They had brought him back to Lila's place, a small apartment on the fifth floor of a building forgotten by the world. The door was reinforced with psychic charms she had drawn herself—circles of silence, symbolic phrases, mental anchors.
She called it her anchoring shelter.
Kelvin had fallen asleep on the couch, his nerves frayed. Lila had stayed up to watch over him.
Around four in the morning, the boy had woken up with a start.
He screamed at first. But she calmed him gently. Kelvin approached without sudden movements.
"You're safe. For now," he told him.
The boy had large hazel eyes, expressionless, as if something had been erased. He looked about fifteen. But his gaze was that of an old man, broken too soon.
"What's your name?" Lila asked softly.
He blinked. Slowly.
"I… I don't know."
Kelvin and Lila exchanged a worried glance.
"You don't remember anything? Where you're from? Your parents? Your school?"
"No. Nothing. Just…"
He closed his eyes. Tears rolled down his cheeks.
"A dark room. Voices repeating... 'You are nothing. You are useless. You are a mistake.' Again and again. And eyes. Red eyes."
Lila sat in silence, arms crossed.
"That's not a normal shadow. It ate his memories… as if it wanted to reset him."
Kelvin stepped closer.
"Do you remember a word? A name? A place? Even a dream?"
The boy hesitated… then whispered:
"K-13."
Lila frowned.
"What's that?"
"I don't know. But… it was written on a wall, in the dark room. In red."
Kelvin immediately noted the detail in his notebook. He felt that this "K-13" was more than just a code. It was a key. Maybe a place. Maybe an experiment. And maybe... an organization.
Lila looked at the boy, then at Kelvin.
"The Thinking Beasts… and now this. We're at the heart of something bigger. Something structured."
Kelvin murmured:
"They're not born by accident. Someone's pushing them into existence. Maybe even creating them."
A heavy silence fell over the room.
The boy looked at them, anxious.
"Are… you going to leave me?"
Kelvin placed a hand on his shoulder.
"No. You're one of us now."
"One of you?" he whispered.
"We don't have a name yet. No base. No plan. Just one certainty: we don't want to run anymore. And we won't let anyone fall alone."
Lila gave a faint smile.
"You can stay here for now. We'll help you rebuild yourself. And maybe… remember."
The boy nodded. And for the first time, his eyes lost a bit of their emptiness.
Kelvin, meanwhile, already felt his shadow stir. The word K-13 had awakened something in his subconscious. An image. The sound of metal. Muffled screams.
A blurry memory… that might not even be his own.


* _ABOUT THIS TASK_
Pull every line containing "assembly" from the data.

──────── DATA FOR PROCESSING

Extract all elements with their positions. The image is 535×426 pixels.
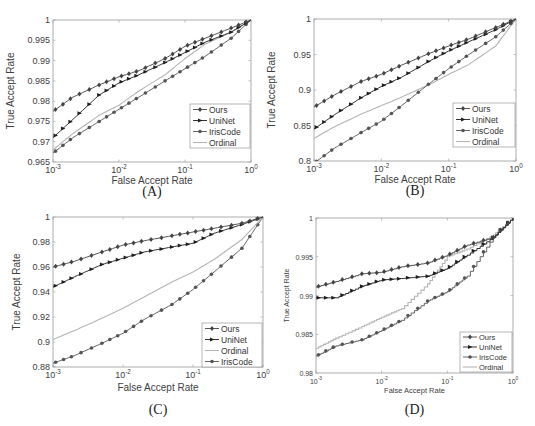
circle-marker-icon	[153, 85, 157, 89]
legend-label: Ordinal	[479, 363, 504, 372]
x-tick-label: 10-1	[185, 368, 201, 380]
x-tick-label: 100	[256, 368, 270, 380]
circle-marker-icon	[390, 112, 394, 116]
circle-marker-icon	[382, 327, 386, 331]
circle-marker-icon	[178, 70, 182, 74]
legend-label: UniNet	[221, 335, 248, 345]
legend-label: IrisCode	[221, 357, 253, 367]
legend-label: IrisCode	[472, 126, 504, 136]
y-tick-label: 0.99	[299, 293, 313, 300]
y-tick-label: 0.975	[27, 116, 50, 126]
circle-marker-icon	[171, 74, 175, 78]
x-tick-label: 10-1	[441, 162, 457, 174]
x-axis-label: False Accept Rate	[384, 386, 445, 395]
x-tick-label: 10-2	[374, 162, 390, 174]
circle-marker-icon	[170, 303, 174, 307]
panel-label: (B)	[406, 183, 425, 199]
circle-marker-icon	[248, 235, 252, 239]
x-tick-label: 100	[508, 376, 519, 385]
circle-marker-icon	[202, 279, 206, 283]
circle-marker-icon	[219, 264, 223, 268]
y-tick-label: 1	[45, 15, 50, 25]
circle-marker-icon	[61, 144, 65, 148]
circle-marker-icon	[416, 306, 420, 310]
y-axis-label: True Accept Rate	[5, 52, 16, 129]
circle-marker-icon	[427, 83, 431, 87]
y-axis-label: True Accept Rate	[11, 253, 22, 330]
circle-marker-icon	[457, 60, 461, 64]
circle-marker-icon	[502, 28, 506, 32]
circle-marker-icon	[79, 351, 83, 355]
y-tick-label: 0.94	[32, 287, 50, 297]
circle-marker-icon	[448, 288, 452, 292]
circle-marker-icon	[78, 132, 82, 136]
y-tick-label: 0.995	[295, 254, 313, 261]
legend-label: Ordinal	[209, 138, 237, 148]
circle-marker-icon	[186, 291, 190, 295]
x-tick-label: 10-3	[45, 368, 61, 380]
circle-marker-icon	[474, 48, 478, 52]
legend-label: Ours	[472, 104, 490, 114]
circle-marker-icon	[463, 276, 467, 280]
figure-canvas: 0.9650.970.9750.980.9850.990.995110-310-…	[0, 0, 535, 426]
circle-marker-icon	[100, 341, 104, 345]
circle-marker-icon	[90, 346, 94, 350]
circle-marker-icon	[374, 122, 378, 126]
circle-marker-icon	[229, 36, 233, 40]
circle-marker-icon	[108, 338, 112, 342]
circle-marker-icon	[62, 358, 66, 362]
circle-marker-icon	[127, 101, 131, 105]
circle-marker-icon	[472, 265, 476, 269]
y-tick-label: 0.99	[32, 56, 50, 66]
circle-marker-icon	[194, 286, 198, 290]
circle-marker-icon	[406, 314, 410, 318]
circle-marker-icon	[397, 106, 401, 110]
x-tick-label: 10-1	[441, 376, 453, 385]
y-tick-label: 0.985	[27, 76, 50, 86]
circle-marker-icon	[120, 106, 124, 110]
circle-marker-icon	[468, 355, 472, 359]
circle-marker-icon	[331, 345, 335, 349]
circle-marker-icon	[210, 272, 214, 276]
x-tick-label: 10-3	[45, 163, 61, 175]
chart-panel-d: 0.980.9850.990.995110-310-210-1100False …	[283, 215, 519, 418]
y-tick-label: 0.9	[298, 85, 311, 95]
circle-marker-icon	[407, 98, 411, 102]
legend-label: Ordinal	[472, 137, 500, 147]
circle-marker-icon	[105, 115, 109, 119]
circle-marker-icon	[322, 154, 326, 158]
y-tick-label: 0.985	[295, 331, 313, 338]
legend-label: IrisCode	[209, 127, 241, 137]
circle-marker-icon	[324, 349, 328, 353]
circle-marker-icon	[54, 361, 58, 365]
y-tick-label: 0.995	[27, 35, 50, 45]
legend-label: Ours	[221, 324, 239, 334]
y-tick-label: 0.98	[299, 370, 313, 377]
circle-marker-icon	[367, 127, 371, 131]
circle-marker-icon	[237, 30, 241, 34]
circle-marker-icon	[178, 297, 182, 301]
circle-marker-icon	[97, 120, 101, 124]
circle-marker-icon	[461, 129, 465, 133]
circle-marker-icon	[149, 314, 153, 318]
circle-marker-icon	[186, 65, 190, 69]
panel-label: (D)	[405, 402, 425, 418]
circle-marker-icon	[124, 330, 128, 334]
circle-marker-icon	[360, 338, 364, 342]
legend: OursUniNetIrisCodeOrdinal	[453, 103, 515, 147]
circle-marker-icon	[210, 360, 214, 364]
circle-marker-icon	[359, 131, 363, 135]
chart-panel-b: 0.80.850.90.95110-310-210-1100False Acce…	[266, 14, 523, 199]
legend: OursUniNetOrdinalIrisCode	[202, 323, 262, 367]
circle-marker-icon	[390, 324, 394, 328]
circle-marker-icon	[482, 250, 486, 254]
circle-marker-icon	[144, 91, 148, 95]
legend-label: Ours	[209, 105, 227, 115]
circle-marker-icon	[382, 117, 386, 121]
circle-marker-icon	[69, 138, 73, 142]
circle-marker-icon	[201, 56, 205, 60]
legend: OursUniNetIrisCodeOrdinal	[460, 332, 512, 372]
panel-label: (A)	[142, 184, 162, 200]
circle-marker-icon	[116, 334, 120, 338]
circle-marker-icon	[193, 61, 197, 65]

────────────────
──────── DATA FOR PROCESSING

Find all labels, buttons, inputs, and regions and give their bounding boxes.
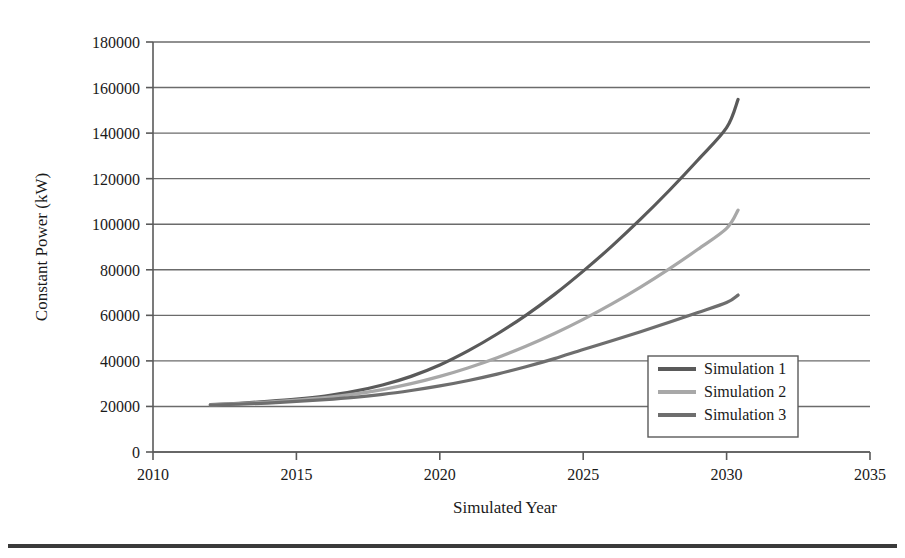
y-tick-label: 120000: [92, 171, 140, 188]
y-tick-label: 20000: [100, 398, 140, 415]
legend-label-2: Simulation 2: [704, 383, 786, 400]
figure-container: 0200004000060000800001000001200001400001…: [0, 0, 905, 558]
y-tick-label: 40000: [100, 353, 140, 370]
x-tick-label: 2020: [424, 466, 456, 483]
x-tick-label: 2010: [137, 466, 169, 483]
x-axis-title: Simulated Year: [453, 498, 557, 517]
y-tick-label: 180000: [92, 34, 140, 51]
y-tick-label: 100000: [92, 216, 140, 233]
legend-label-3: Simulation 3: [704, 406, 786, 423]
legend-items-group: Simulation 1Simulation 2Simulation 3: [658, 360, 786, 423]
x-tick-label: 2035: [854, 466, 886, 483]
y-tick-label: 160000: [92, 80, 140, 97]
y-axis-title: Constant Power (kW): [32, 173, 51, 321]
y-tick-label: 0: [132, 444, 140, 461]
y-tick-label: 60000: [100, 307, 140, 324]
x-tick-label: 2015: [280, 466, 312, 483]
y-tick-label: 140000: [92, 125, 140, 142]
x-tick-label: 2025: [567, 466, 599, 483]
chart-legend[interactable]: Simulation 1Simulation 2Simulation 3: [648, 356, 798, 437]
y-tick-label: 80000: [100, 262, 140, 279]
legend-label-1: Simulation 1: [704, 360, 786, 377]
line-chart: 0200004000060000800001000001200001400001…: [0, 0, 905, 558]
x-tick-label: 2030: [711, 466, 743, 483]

────────────────
──────── DATA FOR PROCESSING

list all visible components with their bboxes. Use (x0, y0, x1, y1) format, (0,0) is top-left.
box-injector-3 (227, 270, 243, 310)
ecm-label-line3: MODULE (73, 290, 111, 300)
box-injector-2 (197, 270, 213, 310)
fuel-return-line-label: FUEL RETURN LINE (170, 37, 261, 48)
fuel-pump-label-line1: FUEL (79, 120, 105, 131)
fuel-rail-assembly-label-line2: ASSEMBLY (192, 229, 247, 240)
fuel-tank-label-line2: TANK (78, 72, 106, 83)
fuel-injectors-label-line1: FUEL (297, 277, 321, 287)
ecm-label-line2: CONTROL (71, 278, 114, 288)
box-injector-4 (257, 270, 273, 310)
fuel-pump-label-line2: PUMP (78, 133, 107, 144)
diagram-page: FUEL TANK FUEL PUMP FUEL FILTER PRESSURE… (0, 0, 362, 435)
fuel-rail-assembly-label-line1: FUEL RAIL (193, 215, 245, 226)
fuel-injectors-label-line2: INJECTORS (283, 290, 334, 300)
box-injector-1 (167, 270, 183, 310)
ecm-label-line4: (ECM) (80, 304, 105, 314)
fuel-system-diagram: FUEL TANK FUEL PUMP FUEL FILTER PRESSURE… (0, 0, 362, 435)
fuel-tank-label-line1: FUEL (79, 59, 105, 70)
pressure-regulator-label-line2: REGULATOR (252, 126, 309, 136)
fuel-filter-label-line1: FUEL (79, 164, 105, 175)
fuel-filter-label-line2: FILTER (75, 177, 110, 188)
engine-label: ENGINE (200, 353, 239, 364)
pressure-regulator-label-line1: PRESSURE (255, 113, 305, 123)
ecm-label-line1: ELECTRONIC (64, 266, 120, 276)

────────────────

* _SOLUTION TO THE EXERCISE_
fuel-rail-assembly-label-line2: ASSEMBLY (192, 229, 247, 240)
fuel-rail-assembly-label-line1: FUEL RAIL (193, 215, 245, 226)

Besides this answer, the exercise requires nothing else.